05/10/2010 15h40

International companies willing to brazilianize

O Estado de S. Paulo

During the Women's Week, in March, the multinational Proctor & Gamble put up a beautifying space sponsored by the Koleston line at the Santo Amaro unit of Poupa Tempo (fast service agency), one of the busiest of its kind in São Paulo. The proposal was to provide free services to the women using the facility to arrange documents.  

It is an uncommon action in the portfolio of a company that is one of the greatest world investments in advertising. And it is part of the strategy of getting close to the Brazilian consumers, especially now that they integrate the emerging so-called C class, which the current president of P&G in the Country, Tarek Farahat, wants to get closer to. According to him, the increase in the consumption of items of personal hygiene is a one-way road. "That population now has an address, credit cards, bank accounts. One of the results of that are the expenditures with products that bring some sort of benefit. Before that, the expenditure was restricted to food", he says.

Together with such confirmation came the need of "making communication more Brazilian". In other words, the imported advertising campaigns produced to be on air all over the world, with Swedish models or Hollywood actresses selling unreal types in the local reality give place to a language that is more common to such public of lower purchasing power that starts increasing its consumption potential. The truth is that there has never been so much effort on the part of the multinationals to sound "Brazilian".

 "The concept of the campaigns continues being global, but the execution becomes more and more local", explains Luiz Carlos Dutra, Corporate VP of the Unilever, another of the greatest advertisers of the world. "Today there is sensibility for the search of balance between keeping the integration of communication at the same time in which the peculiarities of the Brazilian culture are respected". The most recent example of his company is the new Rexona campaign, an investment of R$ 28 million (US$ 16 million) in which the faces for the men's line will be soccer player Robinho and, for the women's, actress Camila Pitanga.

In this same line of behavior, since Farahat took the rudder of the Brazilian operation of P&G, for years ago, he has been gradually betting on that trend. In 2007 he decided to influence what is called "brasilidade (or a Brazilian feeling)" in the marketing actions of the company. He began demanding that the advertising campaigns had only faces that were known to the public they intended for. It was at that moment, for instance, that the company hired the model Gisele Bündchen to become the face of Pantene only in Brazil. The action made the sales of the brand to triple.

The strategy of growing in emerging markets governs the agenda of the executives of multinationals in those countries. In the case of P&G, the intention is that the Brazilian branch goes from the 13th place in the internal ranking of the group to one of the five first places.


### Problem to solve
I would like each line of the data that holds the word "header" copied out.
(Beginning of Data shown)
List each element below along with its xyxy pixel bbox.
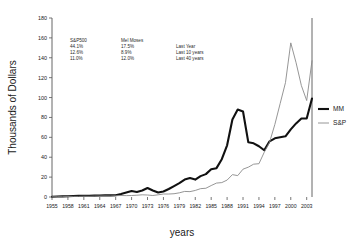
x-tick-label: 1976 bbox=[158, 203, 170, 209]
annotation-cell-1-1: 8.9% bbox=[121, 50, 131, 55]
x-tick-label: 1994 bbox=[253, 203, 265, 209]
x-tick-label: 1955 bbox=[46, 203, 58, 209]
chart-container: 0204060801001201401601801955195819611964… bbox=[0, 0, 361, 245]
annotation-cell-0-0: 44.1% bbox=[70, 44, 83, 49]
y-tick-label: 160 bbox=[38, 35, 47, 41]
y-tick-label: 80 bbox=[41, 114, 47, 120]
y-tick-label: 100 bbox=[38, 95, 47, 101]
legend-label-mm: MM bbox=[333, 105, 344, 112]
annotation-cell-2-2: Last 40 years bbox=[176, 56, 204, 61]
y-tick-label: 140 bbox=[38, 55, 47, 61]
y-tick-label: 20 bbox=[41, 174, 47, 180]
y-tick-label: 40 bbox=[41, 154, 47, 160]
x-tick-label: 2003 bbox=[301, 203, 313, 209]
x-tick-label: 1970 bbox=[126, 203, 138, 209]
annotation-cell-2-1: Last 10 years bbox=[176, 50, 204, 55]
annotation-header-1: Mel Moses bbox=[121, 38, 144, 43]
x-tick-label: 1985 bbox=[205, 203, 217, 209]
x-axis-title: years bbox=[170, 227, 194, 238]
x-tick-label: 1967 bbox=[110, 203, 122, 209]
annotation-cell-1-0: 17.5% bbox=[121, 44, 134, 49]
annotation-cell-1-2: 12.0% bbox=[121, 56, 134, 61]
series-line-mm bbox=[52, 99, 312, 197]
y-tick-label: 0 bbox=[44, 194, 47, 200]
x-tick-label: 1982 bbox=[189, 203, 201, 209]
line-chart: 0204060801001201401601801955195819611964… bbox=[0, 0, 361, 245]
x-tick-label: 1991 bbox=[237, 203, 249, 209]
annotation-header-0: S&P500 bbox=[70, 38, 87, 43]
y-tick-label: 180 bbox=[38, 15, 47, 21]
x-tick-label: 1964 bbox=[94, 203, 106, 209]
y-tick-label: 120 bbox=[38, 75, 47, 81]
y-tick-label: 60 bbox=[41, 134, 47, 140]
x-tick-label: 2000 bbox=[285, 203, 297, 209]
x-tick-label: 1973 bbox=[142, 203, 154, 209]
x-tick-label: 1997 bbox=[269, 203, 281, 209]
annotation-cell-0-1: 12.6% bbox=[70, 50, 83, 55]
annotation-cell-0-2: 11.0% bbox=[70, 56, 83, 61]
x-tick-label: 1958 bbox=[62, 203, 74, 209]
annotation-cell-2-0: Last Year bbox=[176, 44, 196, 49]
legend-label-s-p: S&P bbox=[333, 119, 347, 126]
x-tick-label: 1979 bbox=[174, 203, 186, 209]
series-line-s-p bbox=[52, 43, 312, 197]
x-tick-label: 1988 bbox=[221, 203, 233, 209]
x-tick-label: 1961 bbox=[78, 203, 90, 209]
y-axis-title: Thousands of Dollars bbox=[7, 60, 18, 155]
(End of Data shown)
(Beginning of Data shown)
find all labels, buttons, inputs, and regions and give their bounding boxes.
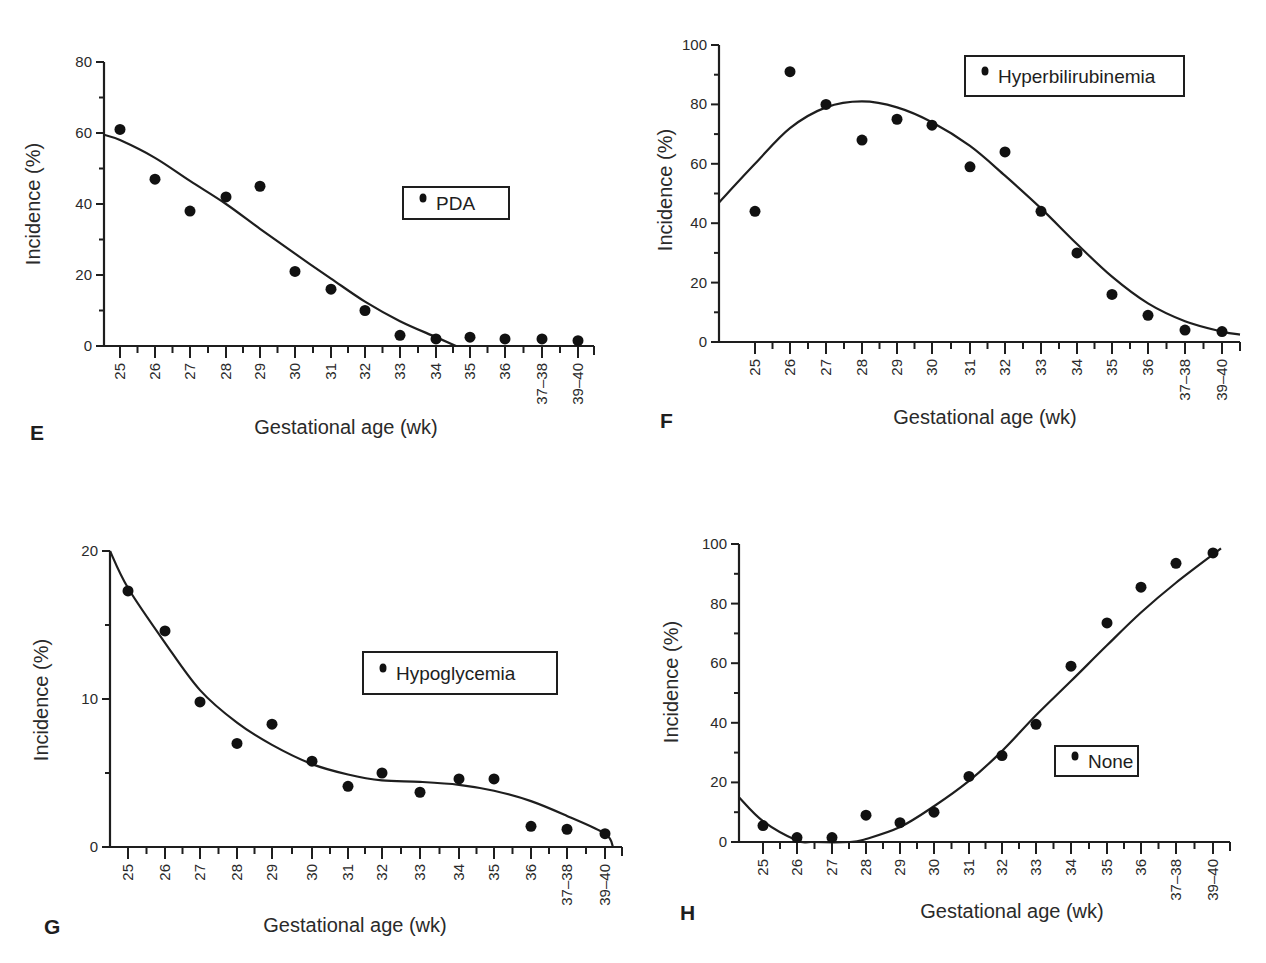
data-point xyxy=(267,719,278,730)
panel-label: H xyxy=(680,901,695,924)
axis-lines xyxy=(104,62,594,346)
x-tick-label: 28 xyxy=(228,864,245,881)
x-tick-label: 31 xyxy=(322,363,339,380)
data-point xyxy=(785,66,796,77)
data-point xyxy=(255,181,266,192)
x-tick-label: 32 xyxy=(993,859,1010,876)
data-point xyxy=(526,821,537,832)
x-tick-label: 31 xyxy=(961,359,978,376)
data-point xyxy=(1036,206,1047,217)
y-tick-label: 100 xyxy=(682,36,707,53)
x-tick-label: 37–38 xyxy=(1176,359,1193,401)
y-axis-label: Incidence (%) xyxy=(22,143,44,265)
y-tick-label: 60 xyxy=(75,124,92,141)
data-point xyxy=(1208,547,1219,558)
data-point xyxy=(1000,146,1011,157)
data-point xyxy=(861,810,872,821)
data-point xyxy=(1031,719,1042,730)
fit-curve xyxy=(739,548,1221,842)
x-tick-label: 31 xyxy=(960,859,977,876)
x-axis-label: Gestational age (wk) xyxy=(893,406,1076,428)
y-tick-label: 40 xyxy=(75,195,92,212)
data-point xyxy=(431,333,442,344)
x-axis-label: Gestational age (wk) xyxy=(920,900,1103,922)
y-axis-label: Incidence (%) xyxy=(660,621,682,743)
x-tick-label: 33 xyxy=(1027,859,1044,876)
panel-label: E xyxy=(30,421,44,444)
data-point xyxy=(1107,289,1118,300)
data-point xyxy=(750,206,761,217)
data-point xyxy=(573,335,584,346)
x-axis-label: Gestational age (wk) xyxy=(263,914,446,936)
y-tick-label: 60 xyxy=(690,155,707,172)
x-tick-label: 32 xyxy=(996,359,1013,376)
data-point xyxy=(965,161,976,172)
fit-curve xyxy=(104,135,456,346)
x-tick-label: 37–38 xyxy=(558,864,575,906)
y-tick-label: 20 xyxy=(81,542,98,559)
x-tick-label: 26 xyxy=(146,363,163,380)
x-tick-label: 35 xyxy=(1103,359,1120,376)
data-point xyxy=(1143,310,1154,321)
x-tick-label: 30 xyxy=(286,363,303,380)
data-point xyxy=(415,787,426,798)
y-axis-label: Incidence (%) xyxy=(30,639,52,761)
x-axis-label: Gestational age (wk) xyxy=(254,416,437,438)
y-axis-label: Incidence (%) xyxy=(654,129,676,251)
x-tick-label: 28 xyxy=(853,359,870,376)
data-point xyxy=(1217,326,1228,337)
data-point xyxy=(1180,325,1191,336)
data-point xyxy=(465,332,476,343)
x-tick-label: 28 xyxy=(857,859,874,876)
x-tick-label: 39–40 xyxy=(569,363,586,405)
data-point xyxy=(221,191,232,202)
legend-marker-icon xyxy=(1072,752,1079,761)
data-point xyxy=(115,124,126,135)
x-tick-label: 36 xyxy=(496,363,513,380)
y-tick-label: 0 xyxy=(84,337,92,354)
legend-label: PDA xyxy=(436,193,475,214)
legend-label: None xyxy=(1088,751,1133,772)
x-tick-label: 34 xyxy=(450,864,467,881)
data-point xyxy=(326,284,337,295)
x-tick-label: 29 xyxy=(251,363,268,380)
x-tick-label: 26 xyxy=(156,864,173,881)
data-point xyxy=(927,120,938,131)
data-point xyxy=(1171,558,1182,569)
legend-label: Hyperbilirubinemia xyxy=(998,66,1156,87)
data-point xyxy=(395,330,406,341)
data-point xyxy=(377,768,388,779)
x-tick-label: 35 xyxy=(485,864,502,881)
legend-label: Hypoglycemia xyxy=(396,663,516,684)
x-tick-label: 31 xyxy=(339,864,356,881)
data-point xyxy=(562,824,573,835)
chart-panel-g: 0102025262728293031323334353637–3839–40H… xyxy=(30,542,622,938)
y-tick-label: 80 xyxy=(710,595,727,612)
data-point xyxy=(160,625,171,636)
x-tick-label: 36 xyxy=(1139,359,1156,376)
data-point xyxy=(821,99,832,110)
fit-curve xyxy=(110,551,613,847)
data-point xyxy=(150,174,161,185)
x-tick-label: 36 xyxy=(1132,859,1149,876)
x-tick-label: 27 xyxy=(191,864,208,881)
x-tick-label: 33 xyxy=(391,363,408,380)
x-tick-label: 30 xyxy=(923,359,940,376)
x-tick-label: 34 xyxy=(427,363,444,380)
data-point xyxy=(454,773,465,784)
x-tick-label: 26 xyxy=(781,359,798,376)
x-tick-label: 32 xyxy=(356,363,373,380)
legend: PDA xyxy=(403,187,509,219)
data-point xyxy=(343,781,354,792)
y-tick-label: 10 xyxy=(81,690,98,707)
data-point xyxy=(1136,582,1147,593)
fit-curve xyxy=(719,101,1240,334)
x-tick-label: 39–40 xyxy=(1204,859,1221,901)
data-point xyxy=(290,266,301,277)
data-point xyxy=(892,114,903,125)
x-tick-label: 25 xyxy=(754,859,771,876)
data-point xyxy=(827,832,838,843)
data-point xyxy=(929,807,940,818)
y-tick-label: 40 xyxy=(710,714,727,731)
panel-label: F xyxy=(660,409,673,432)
(End of Data shown)
### Completed task
annotation-header-1: Mel Moses bbox=[121, 38, 144, 43]
annotation-header-0: S&P500 bbox=[70, 38, 87, 43]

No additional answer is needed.